There are some standout museum exhibits on minerals and geology. Fifteen years ago, the Smithsonian redesigned its Earth Science exhibits, with some surprisingly well done exhibits, but with most of the minerals in a fairly standard display format. This was described by a former Smithsonian curator as “nearly perfect”. The Smithsonian has the collections to support truly stunning and world-class displays, but you can stand in the Hooker Hall of Gems and Minerals and watch the crowds stream past without stopping to look at them.  The tourists are on their way to the Hope Diamond. There are some very well-done videos and interactives, but few watch them. By standing in the middle of the way and staring up at an excellent video on mineral color, I was able to get others to stop and look up, and watch.

The American Museum’s Hall of Planet Earth took a radically different approach that is a credit to exhibit design, bringing famous outcrops to NYC. HOPE incorporates some very well done exhibits on the living earth, not just static mineral exhibits.

The Houston Museum of Natural Sciences offers the experience of fabulous minerals as art objects. When I visited, Ella Fitzgerald was playing, the room was darkened, with beautifully lit minerals, and luxurious red carpet. The collection was world-class by any standards. Even so, for most of my visit I had the place to myself.  Professor Frank Hawthorne, an exceptional Canadian mineralogist, showed up later. That made two of us.

Why is geology/mineralogy exempt from good and inspirational exhibit design? There’s problems with every aspect of the process. Exhibit designers generally know nothing about the geosciences, have bad memories of it from college, and oooooooo did someone say dinosaur? Anything that might appeal to an audience over the age of 12 is very difficult for an exhibit designer to cope with, not because of their intelligence or lack thereof, but because that is the demographic for which they have spent their careers designing.  Anything that might involve math, chemistry or other hard sciences is generally anathema to an exhibit designer/developer.  Geology and mineralogy, on the other hand, incorporate math, chemistry, physics, and all the other hard sciences. The geosciences are excellent gateways to the other hard sciences, and that’s where the exhibit development lies.

Part of the reason for stagnant exhibit design is that our friends are bad influences.

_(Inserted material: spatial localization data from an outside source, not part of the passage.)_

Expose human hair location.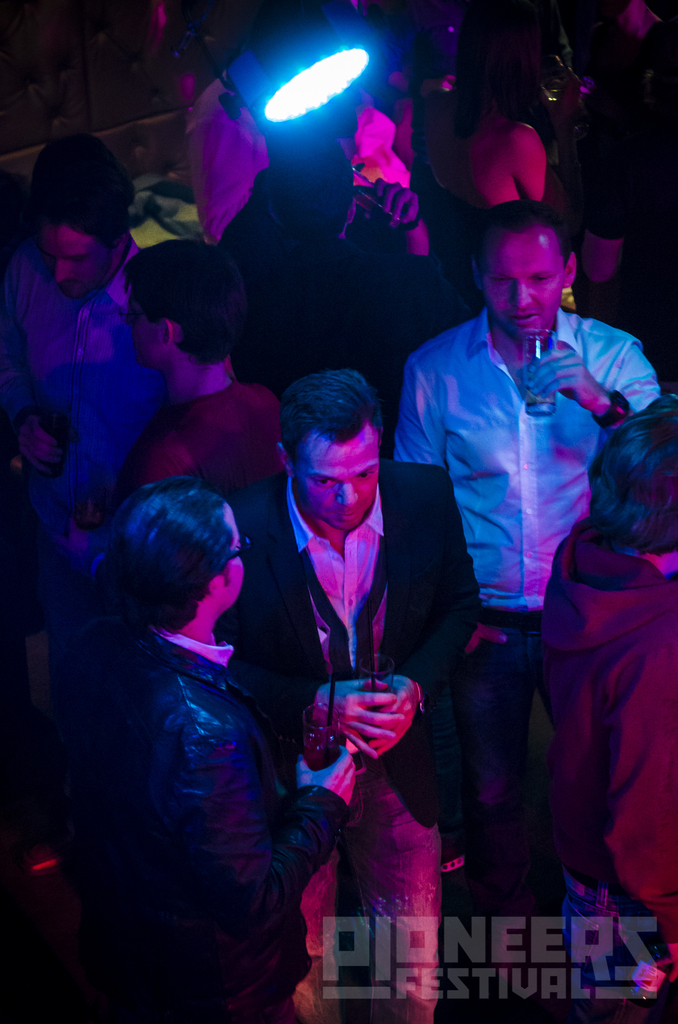
Exposed at (x1=94, y1=476, x2=244, y2=659).
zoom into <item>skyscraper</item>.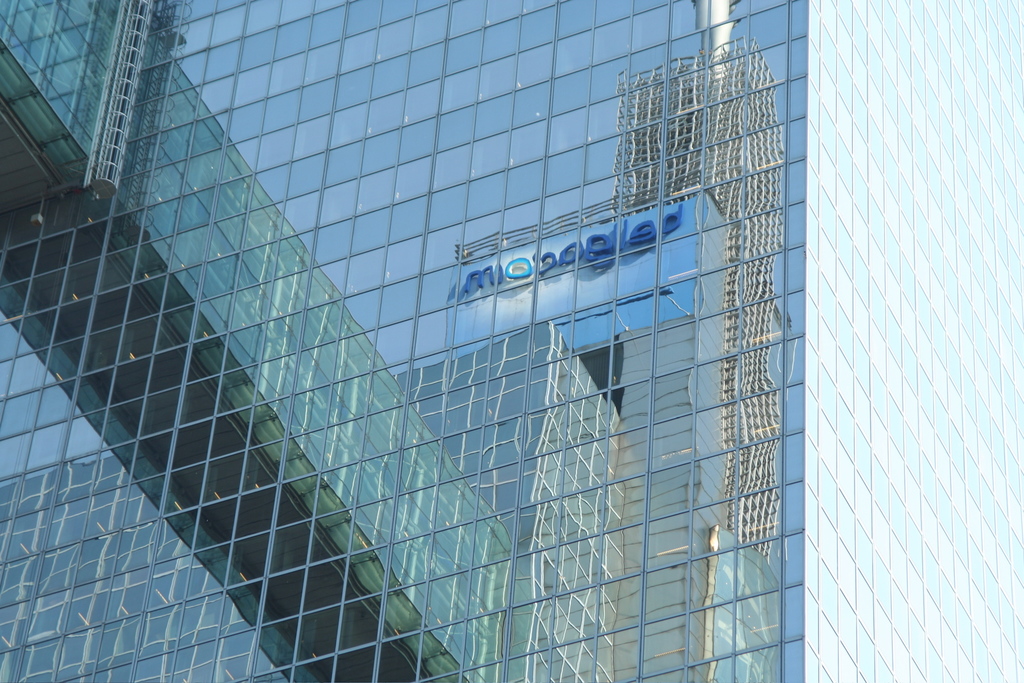
Zoom target: box(0, 0, 865, 682).
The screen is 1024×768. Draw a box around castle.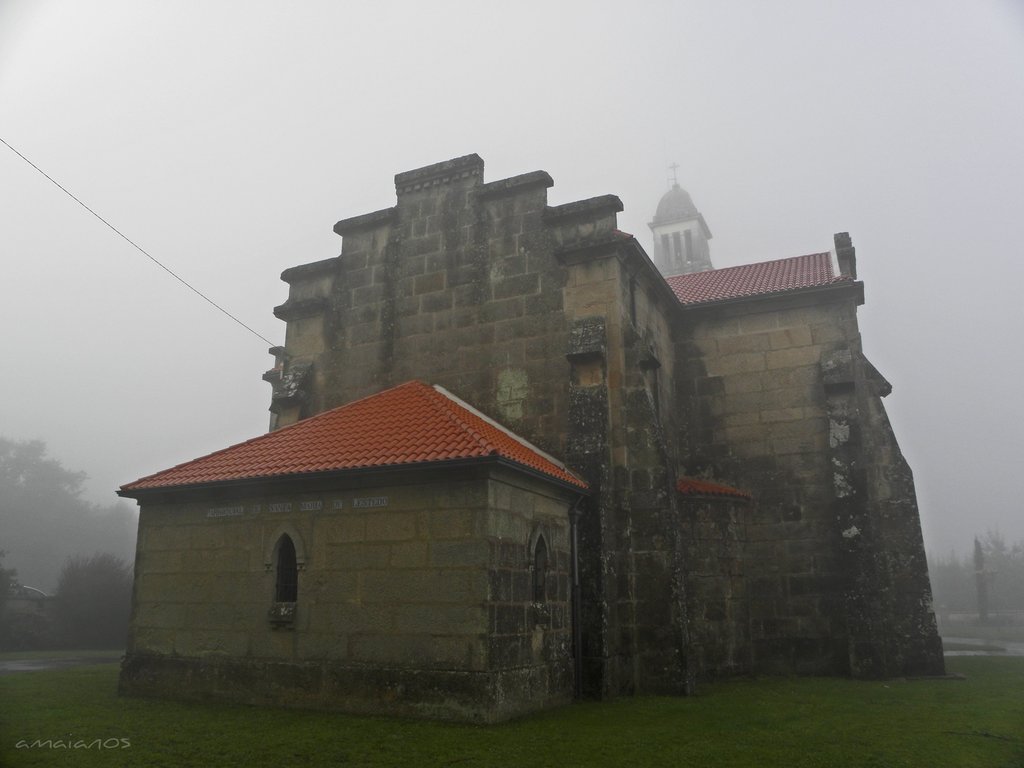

Mineral museums, in their present format, tend to be dependent on collectors, who want nothing more than to see their precious collection displayed in the pretty-rocks-on-a-velvet-pillow format. Space could be devoted to the stories the mineral represent, but the space required for that is crowded out by the need to cram in more minerals. Another part of the reason is money. Static exhibits are cheap to build and cost little to maintain. There aren’t many sources of funding for geology museums, and most businesses want to purchase something favorable to themselves. We need some different friends.

In addition, the pretty-rocks-on-a-pillow display is hallowed by time and practice. It’s what a lot of rockhounds and collectors genuinely want and expect. I ran into this attitude when I took my current job. I was happy that geology was spread out in the Museum, incorporated in all the different places where it was applicable to the story being told. Rockhounds were furious that we didn’t have a separate Hall o’ Pretty Minerals On A Pillow. A lot of them still haven’t gotten over it, even after I wrangled a major donation of new minerals and got them on display.  From this I learned that novelty is not always desirable; if it were, bluegrass, baseball, and classical music would be dead as doornails.  But rockhounds are not only audience that we need to serve. There are much larger populations that need an introduction to what we have.

There are possibilities of salvation. Robert Hazen’s new way of looking at mineral/biological co-evolution with time provides a new and interesting framework for a mineral museum. Mineralogy can be successfully integrated with the other sciences as it was in our Museum. The rocks are an essential part of every science story on this planet.

Until then, mineral museums disappoint me on a regular basis. Yeah, that’s another pretty rock, all right.